On the other hand, x == int(x) is genuinely obvious..

But a bad approach: it can raise OverflowError (for infinite x); it can raise ValueError (for x a NaN); and can waste relative mountains of time creating huge integers, e.g.,

int(1e306) 1000000000000000017216064596736454828831087825013238982328892017892380671244575047987920451875459594568606138861698291060311049225532948520696938805711440650122628514669428460356992624968028329550689224175284346730060716088829214255439694630119794546505512415617982143262670862918816362862119154749127262208

In Python 2, x == math.floor(x) was much better on the latter count, but not in Python 3 (math.floor used to return a float, but returns an int now).

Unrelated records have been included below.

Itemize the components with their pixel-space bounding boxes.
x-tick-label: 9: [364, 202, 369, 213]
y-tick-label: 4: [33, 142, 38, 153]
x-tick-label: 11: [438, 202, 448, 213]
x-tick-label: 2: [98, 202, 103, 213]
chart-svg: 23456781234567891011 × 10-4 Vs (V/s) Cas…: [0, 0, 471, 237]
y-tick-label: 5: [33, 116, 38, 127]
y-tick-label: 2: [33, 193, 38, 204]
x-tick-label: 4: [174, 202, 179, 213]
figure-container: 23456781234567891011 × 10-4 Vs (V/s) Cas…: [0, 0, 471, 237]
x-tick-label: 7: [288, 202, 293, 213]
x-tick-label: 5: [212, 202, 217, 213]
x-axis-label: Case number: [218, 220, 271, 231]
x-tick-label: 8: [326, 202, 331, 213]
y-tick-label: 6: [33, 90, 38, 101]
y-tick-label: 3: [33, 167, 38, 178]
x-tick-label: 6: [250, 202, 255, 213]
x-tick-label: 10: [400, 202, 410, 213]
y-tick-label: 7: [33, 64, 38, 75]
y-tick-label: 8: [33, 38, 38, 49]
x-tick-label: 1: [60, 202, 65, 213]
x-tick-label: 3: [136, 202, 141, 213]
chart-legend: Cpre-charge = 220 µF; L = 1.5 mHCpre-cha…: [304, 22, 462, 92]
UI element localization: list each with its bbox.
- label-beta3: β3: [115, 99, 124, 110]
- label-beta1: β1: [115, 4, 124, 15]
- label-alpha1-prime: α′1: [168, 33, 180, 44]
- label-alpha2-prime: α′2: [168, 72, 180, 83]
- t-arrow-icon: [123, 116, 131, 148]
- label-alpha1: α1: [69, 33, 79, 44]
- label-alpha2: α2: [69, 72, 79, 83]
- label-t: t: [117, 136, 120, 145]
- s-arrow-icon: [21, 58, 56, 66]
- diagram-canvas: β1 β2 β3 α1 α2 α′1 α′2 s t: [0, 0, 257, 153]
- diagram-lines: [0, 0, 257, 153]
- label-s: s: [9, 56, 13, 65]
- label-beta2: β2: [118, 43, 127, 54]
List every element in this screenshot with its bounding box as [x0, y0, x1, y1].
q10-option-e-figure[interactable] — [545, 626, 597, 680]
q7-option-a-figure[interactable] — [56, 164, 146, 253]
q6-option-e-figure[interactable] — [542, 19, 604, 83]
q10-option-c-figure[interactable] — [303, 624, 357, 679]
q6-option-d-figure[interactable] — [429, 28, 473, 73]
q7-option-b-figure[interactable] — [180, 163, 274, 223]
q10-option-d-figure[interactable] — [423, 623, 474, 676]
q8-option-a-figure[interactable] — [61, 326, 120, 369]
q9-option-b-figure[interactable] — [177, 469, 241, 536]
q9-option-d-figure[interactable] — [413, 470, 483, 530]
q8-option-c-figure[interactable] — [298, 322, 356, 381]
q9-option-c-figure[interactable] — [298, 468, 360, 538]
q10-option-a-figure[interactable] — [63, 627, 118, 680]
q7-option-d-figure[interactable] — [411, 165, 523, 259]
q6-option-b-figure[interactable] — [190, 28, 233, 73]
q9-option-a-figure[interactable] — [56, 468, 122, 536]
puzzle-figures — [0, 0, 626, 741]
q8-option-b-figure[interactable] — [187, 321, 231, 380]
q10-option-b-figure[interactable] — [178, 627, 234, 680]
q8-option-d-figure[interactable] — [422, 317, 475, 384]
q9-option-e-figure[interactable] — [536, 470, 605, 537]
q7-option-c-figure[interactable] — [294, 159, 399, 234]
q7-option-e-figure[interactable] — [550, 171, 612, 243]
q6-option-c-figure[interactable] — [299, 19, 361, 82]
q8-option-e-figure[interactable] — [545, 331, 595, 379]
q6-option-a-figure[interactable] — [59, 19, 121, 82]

As to Serhiy's not x % 1.0, after 5 minutes I gave up trying to prove it's always correct. Besides infinities and NaNs, there's also that Python's float mod can be surprising:

(-1e-20) % 1.0 1.0

There isn't a "clean" mathematical definition of what Python's float % does, which is why proof is strained. In general, the "natural" result is patched when and if needed to maintain that

x == y*(x//y) + x%y

is approximately true. The odd % result above is a consequence of that, and that (-1e-20) // 1.0 is inarguably -1.0.

and it immediately suggests the probably better math.isclose(x, int(x)) that is what you usually mean.

Even in some of the poor cases Serhiy found, that wouldn't be a lick better. For example,

math.isclose(x/5, int(x/5))

is still a plain wrong way to check whether x is divisible by 5.

x = 1e306 math.isclose(x/5, int(x/5)) True x/5 == int(x/5) True int(x) % 5 3

The problem there isn't how "is it an integer?" is spelled, it's that any way of spelling "is it an integer?" doesn't answer the question they're trying to answer. They're just plain confused about how floating point works. The use of .is_integer() (however spelled!) isn't the cause of that, it's a symptom.